- [Task objective]:
Up to and including the line with "This screenshot has", repeat every line of the listing exactly, beginning at the first.

- [Source records]:
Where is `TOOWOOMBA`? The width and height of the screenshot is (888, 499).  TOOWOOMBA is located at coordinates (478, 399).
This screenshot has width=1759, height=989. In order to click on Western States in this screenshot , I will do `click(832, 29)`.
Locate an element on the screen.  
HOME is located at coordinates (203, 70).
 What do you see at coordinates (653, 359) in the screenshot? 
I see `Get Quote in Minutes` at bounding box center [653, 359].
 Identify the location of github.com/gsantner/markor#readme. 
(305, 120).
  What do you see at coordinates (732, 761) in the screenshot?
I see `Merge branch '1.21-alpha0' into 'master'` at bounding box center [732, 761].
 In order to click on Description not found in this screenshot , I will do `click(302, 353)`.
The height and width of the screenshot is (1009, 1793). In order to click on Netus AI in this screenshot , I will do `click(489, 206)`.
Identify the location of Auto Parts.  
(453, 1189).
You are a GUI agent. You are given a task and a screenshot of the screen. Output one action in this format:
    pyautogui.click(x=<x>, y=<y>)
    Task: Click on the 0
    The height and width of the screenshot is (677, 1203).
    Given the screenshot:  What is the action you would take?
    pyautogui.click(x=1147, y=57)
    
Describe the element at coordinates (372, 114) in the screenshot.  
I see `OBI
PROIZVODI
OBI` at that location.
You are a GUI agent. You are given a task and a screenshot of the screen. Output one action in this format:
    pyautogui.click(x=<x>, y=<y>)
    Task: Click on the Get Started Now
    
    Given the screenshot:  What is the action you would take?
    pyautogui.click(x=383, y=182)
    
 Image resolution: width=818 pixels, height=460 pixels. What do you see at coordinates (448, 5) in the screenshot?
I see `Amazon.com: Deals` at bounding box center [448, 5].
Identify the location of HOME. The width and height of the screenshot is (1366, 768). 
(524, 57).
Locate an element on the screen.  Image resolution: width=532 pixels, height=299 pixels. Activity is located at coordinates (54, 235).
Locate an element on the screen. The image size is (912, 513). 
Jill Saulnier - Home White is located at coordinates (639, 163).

- [Exercise response]:
Where is `TOOWOOMBA`? The width and height of the screenshot is (888, 499).  TOOWOOMBA is located at coordinates (478, 399).
This screenshot has width=1759, height=989. In order to click on Western States in this screenshot , I will do `click(832, 29)`.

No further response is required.